Wednesday, January 17, 2007

the truth about trucks

Once we made it to the board book section of the bookstore, all hell broke loose.

Apparently, Isaac's truck obsession is shared by one or two other little kids, since on the shelf were parked about two dozen books on various trucks, these books taking the shape of the truck they starred, wheels afixed to the bottom.

Isaac arranged all 24 on the floor like some emergency scene/late night truck stop, while I perused the other books, humble though they were without the benefit of parts to make them ambulatory.

“There are trucks for all kinds of jobs,” I read aloud while Isaac crashed a cherry picker into a gift collection of Harry Potters in Spanish. “This dump truck is hauling coal from a mine.”

“Oh,” I continued, still speaking aloud, “I wonder what kind of health insurance the miners have, Isaac. Mmmm, yummy. Burning coal,” I added sniffing the air. My son ignored me, a tractor book in one hand, fire engine in the other.

Isaac's fascination with trucks knows no bounds. It is his sole purpose for getting in the car – to look for big trucks (“dig ducks”). He has had a personal relationship with the garbage man since he was 16 months old. Construction sites send him into peals of joyous laughter. He can hear a truck that's thinking about turning up our street from blocks away. “Vrrrrrooooom!” he narrates gleefully and races to the window. His little feet stomp and dance when he catches sight of the phone book in anticipation of the towing section. But both of us tired of the same old flatbeds in the yellow pages, we had headed to the bookstore.

In the middle of the store, before we had journeyed as far as the children's section with its fleet of mobile literature, Isaac suddenly and uncharacteristically broke free of my hand and ran pell nell toward a display just ahead. “Dig duck! Dig duck!” he squealed, clutching a jigsaw puzzle box to his chest. When I could finally pry it from his arms, I discovered the picture on the box showed dump trucks and backhoes positioned about in some sort of quarry setting – clearly a fantasy destination for my boy.

My mind is far, so far from what you could ID as simple or innocent, far from this pureness of fascination. Sometimes I worry that I am the wolf put in charge of the sheep, raising this child. Whose version of the world will win out? Will his, in its enthusiasm, lurch forward ahead of mine, its darker sister? Will it have to be me who tells him, “Isaac, those trucks bulldoze the trees you love, and those over there pollute the air so that we sometimes get sick.” Or will he pull me over to his side in one clean burst of ferocious, simple love?

2 comments:

Anonymous said...

If my child-rearing experience is any example, he will find an incredible blending that will make peace between the two visions of the world. He will surprise and impress you. And when he's all grown up, he'll make sure YOU keep growing.
Judy

bobbie said...

A powerful piece.
And by the way, I like Judy's answer very very much.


:: WORK TASK ::
Type out all the records again exactly.

[Items from a dataset]
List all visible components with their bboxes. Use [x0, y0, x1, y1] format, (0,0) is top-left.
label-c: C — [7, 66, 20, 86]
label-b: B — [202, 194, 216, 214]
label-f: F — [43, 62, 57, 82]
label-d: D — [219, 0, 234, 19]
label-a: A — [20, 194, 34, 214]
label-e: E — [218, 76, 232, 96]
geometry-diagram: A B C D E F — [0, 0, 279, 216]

:: ANSWER TO THE EXERCISE ::
List all visible components with their bboxes. Use [x0, y0, x1, y1] format, (0,0) is top-left.
label-c: C — [7, 66, 20, 86]
label-b: B — [202, 194, 216, 214]
label-f: F — [43, 62, 57, 82]
label-d: D — [219, 0, 234, 19]
label-a: A — [20, 194, 34, 214]
label-e: E — [218, 76, 232, 96]
geometry-diagram: A B C D E F — [0, 0, 279, 216]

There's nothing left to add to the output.